:: Dataset records ::

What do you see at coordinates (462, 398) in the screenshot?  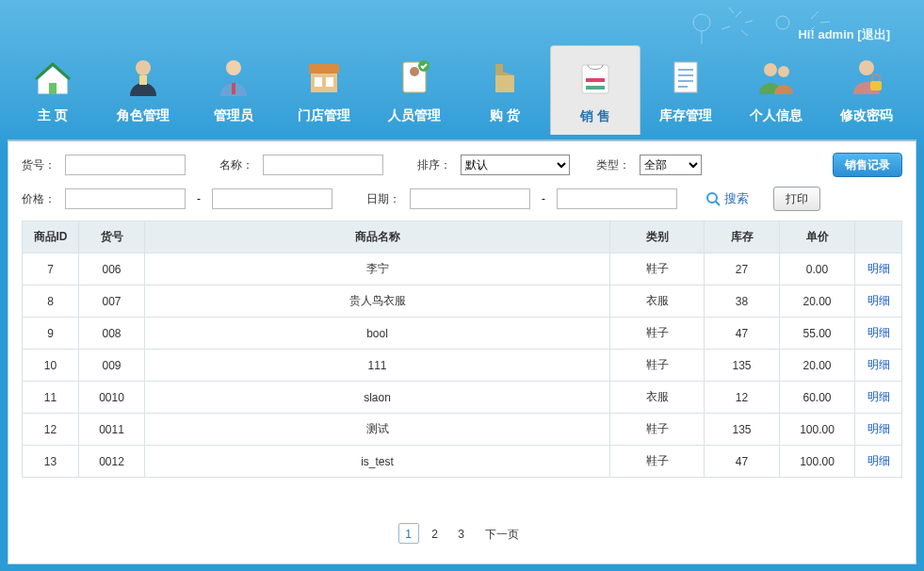 I see `table-row: 110010slaon衣服1260.00明细` at bounding box center [462, 398].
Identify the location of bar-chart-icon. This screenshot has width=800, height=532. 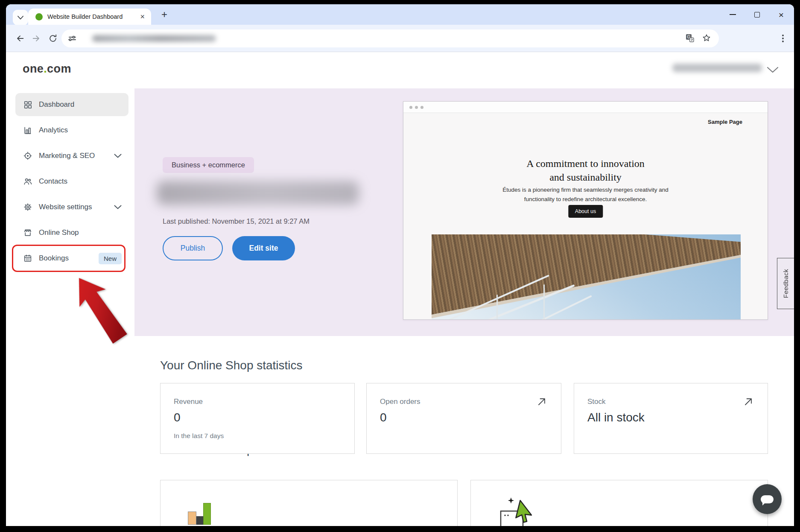
(28, 130).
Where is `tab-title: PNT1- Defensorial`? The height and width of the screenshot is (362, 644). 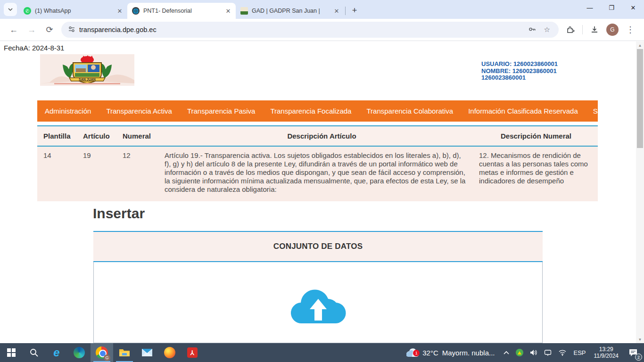
tab-title: PNT1- Defensorial is located at coordinates (184, 11).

:::

▸ What is needed:
Do not copy pictures. Restate exactly the lines from the one containing "Identify the location" through the last line of the records.

▸ Exercise response:
Identify the location of bar-chart-icon. This screenshot has width=800, height=532. 
(28, 130).
Where is `tab-title: PNT1- Defensorial`? The height and width of the screenshot is (362, 644). 
tab-title: PNT1- Defensorial is located at coordinates (184, 11).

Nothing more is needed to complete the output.